How do you get away with wearing a black leather biker jacket? We know how good they can look: cast your eyes over Marlon Brando in The Wild One (1953); or Alex Turner in the Arctic Monkeys' video for 'Why'd You Only Call Me When You're High?'. Even Depeche Mode's Dave Gahan still gets away with wearing a black motorcycle jacket and he's now rocking 51. On me, well, they just don't work; I tend to look like an extra from Lovejoy (l986–'94) or, even worse, Cruising (1980).

I optimistically once swapped half a London flat for a leather jacket. I bought my first apartment, with a mate, straight out of college at the height of the late Eighties property boom. After spending a large part of my £11,000 annual salary doing it up, I sold it a couple of years later as boom turned to bust and, after repaying the mortgage, I got back a paltry £1,200. I was so pissed off I went straight to Prada and spent it on a leather jacket identical to the one Tom Cruise wore in the first Mission Impossible film. I still have it and yet have only worn it once in all that time – since you ask, it was to a goth club in Islington called Slimelight. My button got accidentally caught up in a girl's cobweb top and took a good five minutes to untangle. By the time I was free again, I discovered that my mates had cruelly left the club; they thought I'd pulled. I suppose I had, but not in the way they thought.

I'm sure you look much better in them than I do. What it comes down to, as is so often the case with clothes, is frame of mind. If you have the confidence, or the conviction, that you suit a leather jacket, then the chances are that you probably do. It's when you start to feel self-conscious, or a fraud, that it all goes Pete Tong (or Freddie Mercury, in my case). Sadly, I'm aware – and clearly have been for some time – that I'm not really a rebel without a cause, that I look more natural sitting astride a horse than a Harley, and that I will always look like a former member of St Joseph's College Chapel Choir than one of The Libertines. In a nutshell, it's very unlikely, on many levels, that Kate Moss is going to leave Jamie Hince for me.

The reason I mention this is that the leather jacket, a menswear classic that never truly goes out of fashion, is particularly popular this autumn. Whether it's biker jackets at Burberry or Saint Laurent, leather bombers at Rick Owens and Belstaff or shearling ones at Acne and Ami, they're hard to avoid. And photographed in atmospheric black and white on moody young models and worn with a white T-shirt, dark jeans and a pair of Chelsea boots, you can certainly see the appeal. But if you're not in the cast of Rumble Fish (1983, I'm keeping you on your movie reference toes this month), and popping to the shop for some pitta bread rather than heading out to fight a rival street gang, just how do you make one work for you?

If you want to wear a leather biker jacket, choose one without too much detailing on it. Leave the bells-and-whistles versions for the real bikers. The plainer the design, the easier it is to wear. Try teaming yours with a pair of coloured cotton trousers (a deep green hue will work well), a crew-neck sweater (a flecked number in grey or navy with a bit of texture perhaps) and finish off with a pair of chunky black leather boots (the combat boots by Common Projects are my favourites this season).

Otherwise, a leather bomber jacket is always a safe bet. They're a little less obvious, not so rock'n'roll, and look especially non-rebel in a good chestnut brown, though try to avoid looking too like Martin Shaw in The Professionals (1977–'83, yes! another vintage TV reference!). These look fine worn over almost everything, but are especially dashing teamed with dark skinny jeans, a matching polo neck and a pair of brown suede desert boots.

Ultimately, of course, if you've done your homework you'll head to US brand Schott, who designed and produced the first leather motorcycle jacket, the Perfecto, in 1928 (originally sold for $5.50 at a Long Island Harley-Davidson dealership; Brando wore a Perfecto One Star in the aforementioned film). The New York-based company – celebrating its 100th anniversary this year – also produced leather jackets worn by all US military services in the Second World War, and later was a favourite of leather-clad punk rockers throughout the late-Seventies and Eighties.

With the Perfecto, you'll be wearing a leather jacket with a history of rebellion even if you're actually teaming it with a safe pair of chinos and a cable knit sweater – more "mild one" than "wild one". Who's for a nice cup of tea?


▸ Instructions to follow
Output all records below verbatim.

(Items from a data source)
····················

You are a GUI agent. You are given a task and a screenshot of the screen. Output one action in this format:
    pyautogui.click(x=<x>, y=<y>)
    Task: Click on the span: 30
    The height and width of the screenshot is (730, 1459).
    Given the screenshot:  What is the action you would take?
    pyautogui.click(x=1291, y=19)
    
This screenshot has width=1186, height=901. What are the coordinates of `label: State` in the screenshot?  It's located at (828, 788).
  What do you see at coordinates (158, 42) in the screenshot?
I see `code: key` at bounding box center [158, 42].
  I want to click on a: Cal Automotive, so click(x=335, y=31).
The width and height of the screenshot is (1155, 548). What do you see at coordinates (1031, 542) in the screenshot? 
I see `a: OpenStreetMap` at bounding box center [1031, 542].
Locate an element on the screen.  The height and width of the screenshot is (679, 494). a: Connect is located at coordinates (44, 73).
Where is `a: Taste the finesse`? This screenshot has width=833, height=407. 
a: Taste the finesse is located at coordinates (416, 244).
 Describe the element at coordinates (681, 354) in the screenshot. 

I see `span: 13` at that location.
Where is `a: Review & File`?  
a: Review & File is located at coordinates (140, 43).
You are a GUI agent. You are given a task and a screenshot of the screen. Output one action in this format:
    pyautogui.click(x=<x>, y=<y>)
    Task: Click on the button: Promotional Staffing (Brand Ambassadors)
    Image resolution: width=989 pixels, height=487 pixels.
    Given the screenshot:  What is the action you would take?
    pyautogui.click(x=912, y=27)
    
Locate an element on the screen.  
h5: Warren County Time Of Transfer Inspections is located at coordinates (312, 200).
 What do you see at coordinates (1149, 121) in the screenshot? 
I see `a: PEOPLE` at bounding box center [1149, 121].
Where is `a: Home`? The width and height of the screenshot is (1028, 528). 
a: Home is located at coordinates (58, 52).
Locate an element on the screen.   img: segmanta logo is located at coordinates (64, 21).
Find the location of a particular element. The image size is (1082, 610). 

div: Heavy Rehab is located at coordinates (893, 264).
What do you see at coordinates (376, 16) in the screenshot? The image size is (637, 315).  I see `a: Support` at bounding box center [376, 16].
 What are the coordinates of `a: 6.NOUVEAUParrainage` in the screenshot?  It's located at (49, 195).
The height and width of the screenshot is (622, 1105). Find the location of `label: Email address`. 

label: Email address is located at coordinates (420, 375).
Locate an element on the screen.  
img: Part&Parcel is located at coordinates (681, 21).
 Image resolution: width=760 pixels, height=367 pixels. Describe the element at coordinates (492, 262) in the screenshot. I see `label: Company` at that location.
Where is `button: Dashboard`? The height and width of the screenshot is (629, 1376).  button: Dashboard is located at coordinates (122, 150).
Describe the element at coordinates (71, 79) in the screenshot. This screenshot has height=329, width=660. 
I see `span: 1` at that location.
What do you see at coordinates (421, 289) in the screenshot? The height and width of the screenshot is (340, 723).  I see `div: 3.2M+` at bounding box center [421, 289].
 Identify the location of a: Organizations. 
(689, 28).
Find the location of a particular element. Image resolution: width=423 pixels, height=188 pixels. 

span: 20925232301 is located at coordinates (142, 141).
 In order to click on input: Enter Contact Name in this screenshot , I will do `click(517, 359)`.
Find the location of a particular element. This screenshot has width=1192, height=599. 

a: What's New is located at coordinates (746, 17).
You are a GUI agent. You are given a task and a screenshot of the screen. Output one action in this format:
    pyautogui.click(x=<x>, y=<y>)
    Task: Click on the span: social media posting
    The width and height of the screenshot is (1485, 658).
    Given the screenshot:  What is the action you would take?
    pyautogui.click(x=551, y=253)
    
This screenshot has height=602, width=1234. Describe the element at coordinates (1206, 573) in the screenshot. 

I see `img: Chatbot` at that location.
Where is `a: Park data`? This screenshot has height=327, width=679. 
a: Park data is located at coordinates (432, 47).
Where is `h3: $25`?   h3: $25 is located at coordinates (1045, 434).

····················

▸ Solution
You are a GUI agent. You are given a task and a screenshot of the screen. Output one action in this format:
    pyautogui.click(x=<x>, y=<y>)
    Task: Click on the span: 30
    The height and width of the screenshot is (730, 1459).
    Given the screenshot:  What is the action you would take?
    pyautogui.click(x=1291, y=19)
    
This screenshot has width=1186, height=901. What are the coordinates of `label: State` in the screenshot?  It's located at (828, 788).
  What do you see at coordinates (158, 42) in the screenshot?
I see `code: key` at bounding box center [158, 42].
  I want to click on a: Cal Automotive, so click(x=335, y=31).
The width and height of the screenshot is (1155, 548). What do you see at coordinates (1031, 542) in the screenshot? 
I see `a: OpenStreetMap` at bounding box center [1031, 542].
Locate an element on the screen.  The height and width of the screenshot is (679, 494). a: Connect is located at coordinates (44, 73).
Where is `a: Taste the finesse`? This screenshot has width=833, height=407. 
a: Taste the finesse is located at coordinates (416, 244).
 Describe the element at coordinates (681, 354) in the screenshot. 

I see `span: 13` at that location.
Where is `a: Review & File`?  
a: Review & File is located at coordinates (140, 43).
You are a GUI agent. You are given a task and a screenshot of the screen. Output one action in this format:
    pyautogui.click(x=<x>, y=<y>)
    Task: Click on the button: Promotional Staffing (Brand Ambassadors)
    Image resolution: width=989 pixels, height=487 pixels.
    Given the screenshot:  What is the action you would take?
    pyautogui.click(x=912, y=27)
    
Locate an element on the screen.  
h5: Warren County Time Of Transfer Inspections is located at coordinates (312, 200).
 What do you see at coordinates (1149, 121) in the screenshot? 
I see `a: PEOPLE` at bounding box center [1149, 121].
Where is `a: Home`? The width and height of the screenshot is (1028, 528). 
a: Home is located at coordinates (58, 52).
Locate an element on the screen.   img: segmanta logo is located at coordinates (64, 21).
Find the location of a particular element. The image size is (1082, 610). 

div: Heavy Rehab is located at coordinates (893, 264).
What do you see at coordinates (376, 16) in the screenshot? The image size is (637, 315).  I see `a: Support` at bounding box center [376, 16].
 What are the coordinates of `a: 6.NOUVEAUParrainage` in the screenshot?  It's located at (49, 195).
The height and width of the screenshot is (622, 1105). Find the location of `label: Email address`. 

label: Email address is located at coordinates (420, 375).
Locate an element on the screen.  
img: Part&Parcel is located at coordinates (681, 21).
 Image resolution: width=760 pixels, height=367 pixels. Describe the element at coordinates (492, 262) in the screenshot. I see `label: Company` at that location.
Where is `button: Dashboard`? The height and width of the screenshot is (629, 1376).  button: Dashboard is located at coordinates (122, 150).
Describe the element at coordinates (71, 79) in the screenshot. This screenshot has height=329, width=660. 
I see `span: 1` at that location.
What do you see at coordinates (421, 289) in the screenshot? The height and width of the screenshot is (340, 723).  I see `div: 3.2M+` at bounding box center [421, 289].
 Identify the location of a: Organizations. 
(689, 28).
Find the location of a particular element. Image resolution: width=423 pixels, height=188 pixels. 

span: 20925232301 is located at coordinates (142, 141).
 In order to click on input: Enter Contact Name in this screenshot , I will do `click(517, 359)`.
Find the location of a particular element. This screenshot has width=1192, height=599. 

a: What's New is located at coordinates (746, 17).
You are a GUI agent. You are given a task and a screenshot of the screen. Output one action in this format:
    pyautogui.click(x=<x>, y=<y>)
    Task: Click on the span: social media posting
    The width and height of the screenshot is (1485, 658).
    Given the screenshot:  What is the action you would take?
    pyautogui.click(x=551, y=253)
    
This screenshot has height=602, width=1234. Describe the element at coordinates (1206, 573) in the screenshot. 

I see `img: Chatbot` at that location.
Where is `a: Park data`? This screenshot has height=327, width=679. 
a: Park data is located at coordinates (432, 47).
Where is `h3: $25`?   h3: $25 is located at coordinates (1045, 434).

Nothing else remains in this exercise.